MAU is too charmed by its subject to nail down what he has achieved, or why people should even care about him in the first place.
Rem Koolhaas
Chinese Government Has Had It with “Oversized, Weird” Architecture
Architects in China apparently need to tone down the quirkiness of their designs and quit erecting buildings that pass as giant pants, penises, and ancient coins.
Inside the Skeleton of Rem Koolhaas’s Under-Construction Miami Beach Forum
MIAMI BEACH — A new cultural center designed by Rem Koolhaas with OMA is aiming to give Miami Beach a year-round multidisciplinary arts hub.
When Architecture Causes Suffering
The city of Buckeye, Arizona, recently got a glittering new supermax prison.
Architecture Blogger Uses Terrible Rape Metaphor
You might think, in the year 2014, that the distastefulness of casual rape metaphors would be obvious. But you’d be wrong! In a blog post published today on the website Arch2o, Ivan Sergejev shares 20 “tips” for being a successful architect, based on his experience interning at the Office for Metropolitan Architecture (OMA), the firm co-founded by Rem Koolhaas.
What Social Media Tells Us About the Venice Architecture Biennale
How do you determine the success of an exhibition — by the number of visitors, the tenor of their reactions, or some other gauge? That’s the question Maria Novozhilova tackles in her assessment of the 14th Venice Architecture Biennale, which ended late last month.
Breaking the Ground Between Art and Architecture
In recent years, the connections between architecture, art, and design have, in many cases, become inextricably bound to another in a kind of symbiotic relationship. For some observers, architecture appears relevant to the twenty-first century only when it emulates an abstract sculptural presence.
Method Man? Notes on Shigeru Ban’s Pritzker Prize
Earlier today, the Pritzker Foundation named Shigeru Ban as its 2014 Laureate. Focusing on his work in disaster relief, the nine-person jury praised his interventions in places such as Rwanda, Haiti, India, China, Italy, and his home country of Japan — Ban is the third Japanese architect in the past five years to win the award.
What’s So Fundamental About Rem Koolhaas’s Architecture Biennale
When the 14th la Biennale di Venezia International Architecture Exhibition announced that it had (finally) roped in world-renowned architect Rem Koolhaas as the director of the Architecture Sector to lead its ranks, the speculative — often skeptical — architecture crowd wore its mixed emotions on its sleeve.
Remaking the City with Architectural Collage
From a standpoint of cohesion, the architecture of the 20th century was a mess. Brutalist monoliths were constructed alongside shimmering aluminum waves, while some architects clung to scraps of classicism like life preservers in a swelling sea of modernism. However, it was this mishmash of styles and ideas that resulted in some of the most visionary designs, and not surprisingly the use of collage became a central medium for experimentation.
The Architectural Is Always Political
New York’s East 53rd Street, between Madison and Fifth Avenues, is full of nondescript Manhattan skyscrapers. In the courtyard of one of these clinically clean buildings, however, there are five crumbling, old slabs of concrete covered in graffiti. It’s hard to believe that these blocks, so out of place in their surroundings, were once part of one of the most politically charged structures in the world, one that divided the globe in two based on ideology and geopolitics — the Berlin Wall.
What Makes a Library a Library?
The latest controversy striking the tumultuous world of libraries (a very shocking place) is the announcement of a bookless library to open this fall in San Antonio, Texas. The new space will look and function more like an Apple store than what we would traditionally think of as a library, but how much does that matter when it comes to providing public access to information?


# Exercise aim:
Give back every record below in full and exactly, but without a single image.
________________________________________
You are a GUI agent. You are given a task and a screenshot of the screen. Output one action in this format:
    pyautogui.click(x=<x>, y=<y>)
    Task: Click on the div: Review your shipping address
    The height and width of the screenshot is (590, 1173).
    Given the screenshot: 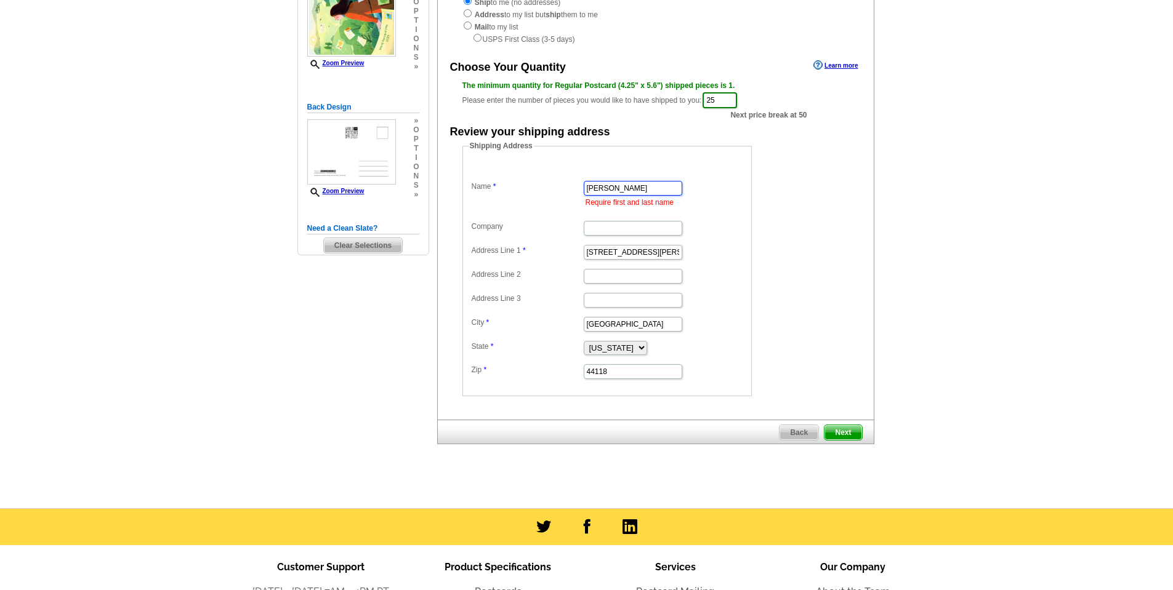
________________________________________
# Result of the exercise:
You are a GUI agent. You are given a task and a screenshot of the screen. Output one action in this format:
    pyautogui.click(x=<x>, y=<y>)
    Task: Click on the div: Review your shipping address
    The height and width of the screenshot is (590, 1173).
    Given the screenshot: 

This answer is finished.